What rescues Blood Wedding from the same reflection is that, unlike Barker's synthetic world, Lorca's characters are as much a part of the landscape as the vineyards and wheatfields on which their lives depend; and that their verbal poetry forms an unbroken continuum with their surroundings. Nigel Jamieson's new text for his Odyssey Theatre production is at its most expressive in hard, peasant detail which underscores the erotic blood feud no less than the fertility imagery of the desert and the galloping horse. Death is inscribed in Helen Turner's scenic transitions; and when the action moves to the forest, the tree trunks are represented by waterfalls of illuminated sand, like so many hourglasses. Frances Tomelty, replacing Zofia Kalinska at the last minute, is among the best of an indifferent company among whom only Patrick O'Kane as a scowling Leonato relates to the flared-nostril flamenco routines with which Mr Jamieson has recklessly framed the text. What comes over is a consciously exotic spectacle rather than a tragedy of common life.

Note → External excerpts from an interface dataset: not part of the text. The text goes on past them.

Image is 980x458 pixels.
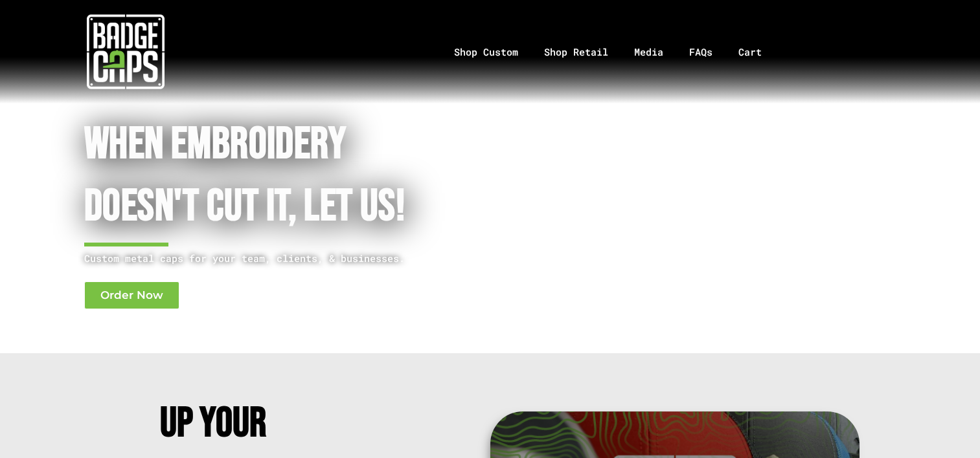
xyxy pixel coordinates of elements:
a: Shop Retail [531,18,621,86]
a: Shop Custom [441,18,531,86]
nav: Menu [252,18,980,86]
a: Order Now [84,281,180,310]
span: Order Now [100,290,163,301]
a: FAQs [676,18,725,86]
a: Media [621,18,676,86]
a: Cart [725,18,791,86]
img: badgecaps white logo with green acccent [86,13,165,90]
p: Custom metal caps for your team, clients, & businesses. [84,251,435,267]
h1: When Embroidery Doesn't cut it, Let Us! [84,114,435,239]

Coupled with a Ghelderode curtain-raiser, Cheek by Jowl's touring production of Musset's Don't Fool With Love marks another triumphant raid on the Continental Romantic repertory. Directing his own translation, Declan Donnellan makes a perfect adjustment to the double-focus of this 1834 tragicomedy of pride and betrayal: setting the piercing experiences of the young against the dulled sensuality of their elders, so that the two generations seem to be living in different countries.

The Baron stage-manages a long-prepared union between his son and his niece (Michael Sheen and Maria Miles) who, obediently poised like exquisite dolls, proceed to thwart this plan, wreck each others' lives, and drive a peasant girl to suicide. Their fatal pattern is comically echoed in the story of two rival priests (David Foxxe and Brian Pettifer), recapitulating the romantic theme in terms of gluttony: while the Baron (Colin McFarlane) hovers over the darkening scene, testily observing that it will spoil the whole season for him. It is a highly musical work, with brillant instrumental support by Paddy Cunneen. This is where Anouilh originated, and it is better than anything he wrote.

Several readers have written to point out that in calling Crazy For You an idiot's night out, I fully confirmed this description by getting the plot wrong. My craven apologies to the Prince Edward team.

'The Europeans', Greenwich (081-858 7755); 'Blood Wedding', Lyric Hammersmith (081-741 2311); 'Don't Fool With Love', Queen's Hall Arts Centre, Hexham (0434 607272).